It's been a long time since a sprightly Christopher Plummer led the family Von Trapp across the Alps and out of the clutches of the Nazis.
Since that iconic high the Canadian star - despite award-snagging turns in A Beautiful Mind and The Insider - has never really banished that vision of the Austrian navy captain strumming Edelweiss and badmouthing the Bosche.
Dickie Attenborough's dimwitted Closing The Ring gave him the opportunity to play a self-pitying soak - a portrait he takes to its whisky-sodden extreme here.
He is Flash Madden, a former Hollywood gaffer who worked on Citizen Kane but is now reduced to slurring insults at the silver screen after severely denting a bottle of Wild Turkey.
It's while shouting abuse during a matinee at a Beverly Hills fleapit that Flash first meets film fanatic and college rebel Cameron Kincaid (Angarano).
He's intrigued by this plastered pensioner who - between pie-eyed rants - reveals a encyclopaedic knowledge of classic cinema.
Flash, it seems, is just the chap to help Cameron out with his student movie about a motorbike cobbled together from vacuum cleaner parts.
The answer is simple: head off to a Hollywood retirement home full of greying film folk and put the creaking production crews back to work again.
Funnily enough, 53-year-old director Michael Schroeder's over-cute collision between The Player and Cocoon does have the feel of a student film about it.
He employs an annoying cinematographic style known by people who should know better as "snazzy shooting". However, it comes across as someone with attention deficit order.
It's not a bad idea until sub-plots about abuse of the elderly, Flash's film mogul nemesis Robert Wagner and some tosh about freeing compound dogs into the wild overbalances the whole dodgy apple cart.
Plummer mugs furiously as the cantankerous old git crying out for cirrhosis and it's up to the likeable Angarano to make proceedings barely palatable.
By the end it's lost any edge and is as soft and unappealing as a geriatric incontinence pad.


*WHAT IS NEEDED*. Go to the line that contains "At what (x,y)", then write out that line and all that follow to the end of the listing, exactly and without pictures.

BEGIN

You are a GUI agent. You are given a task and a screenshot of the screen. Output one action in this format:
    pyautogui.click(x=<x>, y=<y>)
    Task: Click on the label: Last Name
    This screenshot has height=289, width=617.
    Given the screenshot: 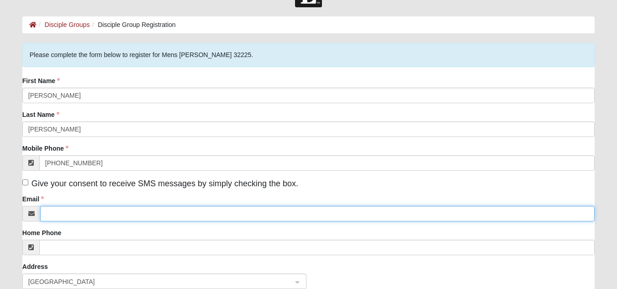 What is the action you would take?
    pyautogui.click(x=41, y=115)
    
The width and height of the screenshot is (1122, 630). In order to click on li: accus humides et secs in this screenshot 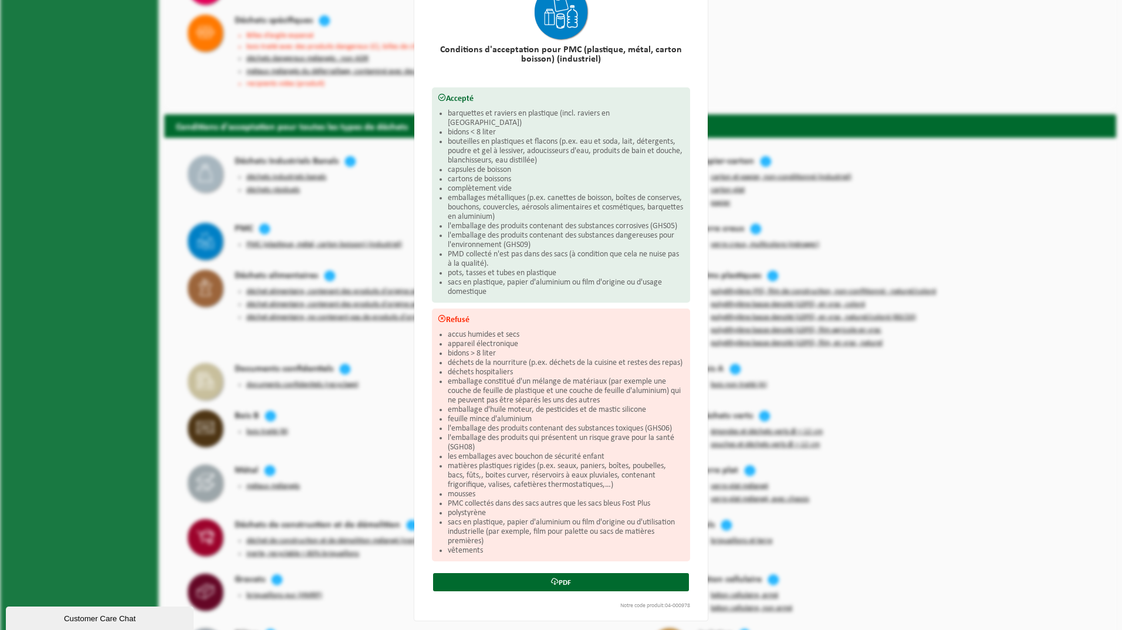, I will do `click(566, 335)`.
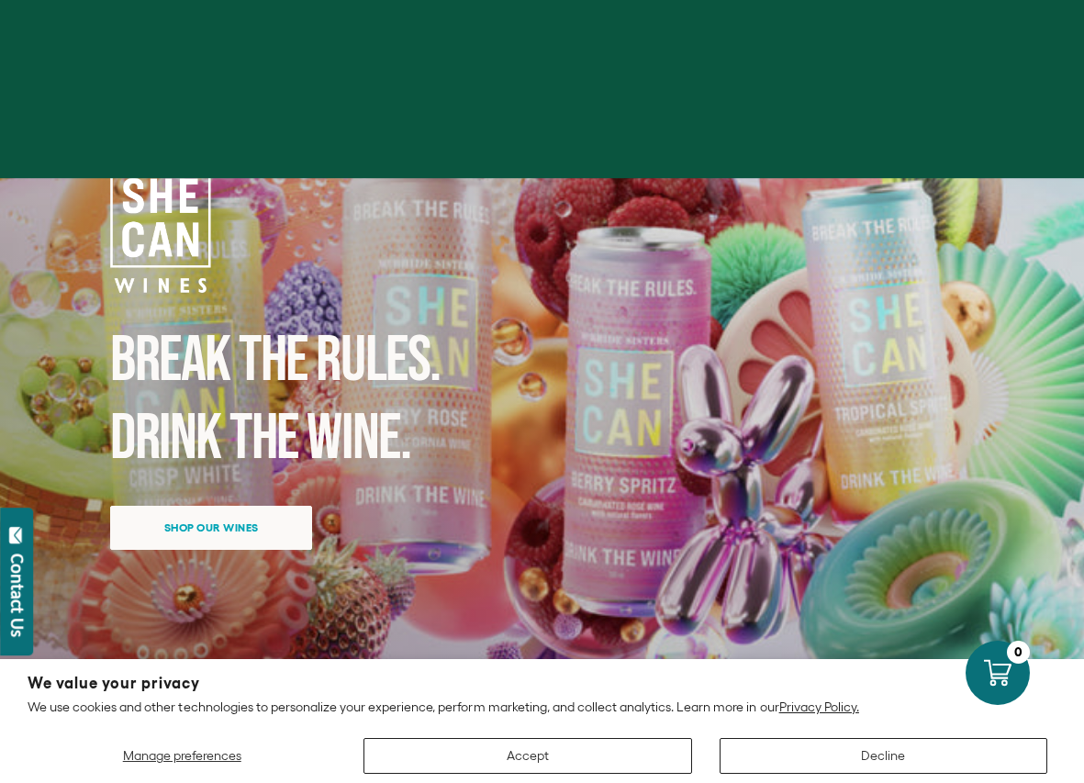 The image size is (1084, 783). What do you see at coordinates (542, 707) in the screenshot?
I see `p: We use cookies and other technologies to personalize your experience, perform marketing, and coll...` at bounding box center [542, 707].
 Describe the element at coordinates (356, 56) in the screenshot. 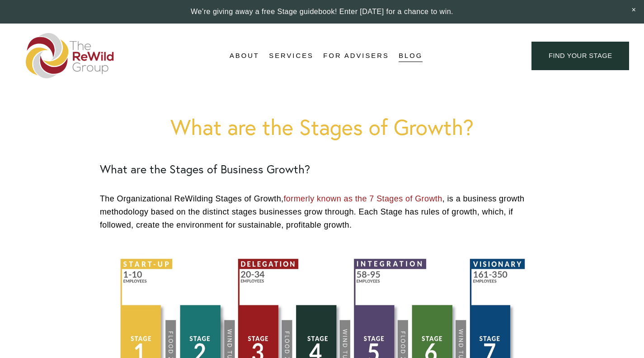

I see `a: For Advisers` at that location.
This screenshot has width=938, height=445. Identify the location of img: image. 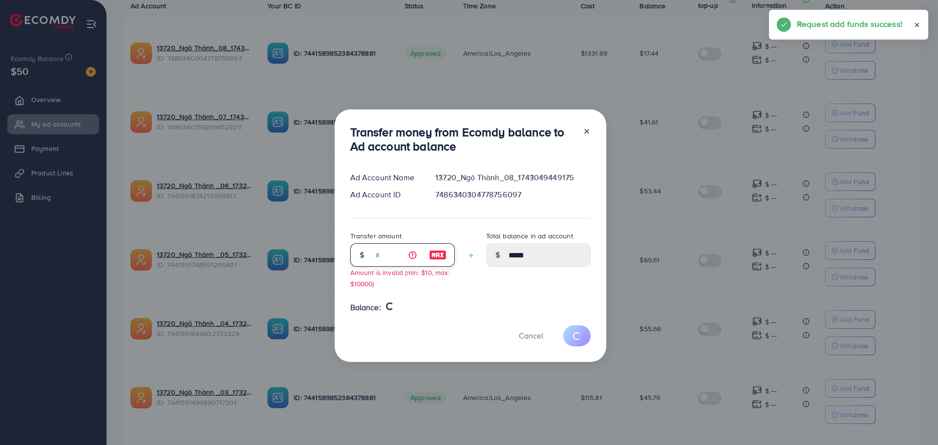
(438, 255).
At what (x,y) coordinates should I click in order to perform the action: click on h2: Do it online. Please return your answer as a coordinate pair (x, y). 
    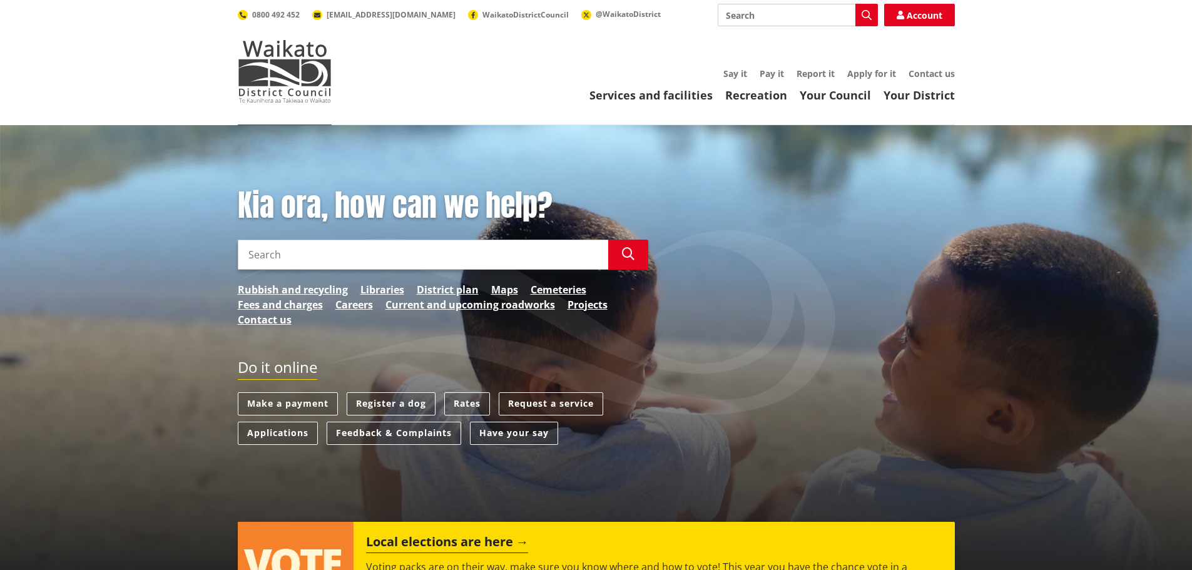
    Looking at the image, I should click on (277, 369).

END

*RESULT FOR THIS EXERCISE*.
At what (x,y) coordinates should I click in order to perform the action: click on h2: Do it online. Please return your answer as a coordinate pair (x, y). 
    Looking at the image, I should click on (277, 369).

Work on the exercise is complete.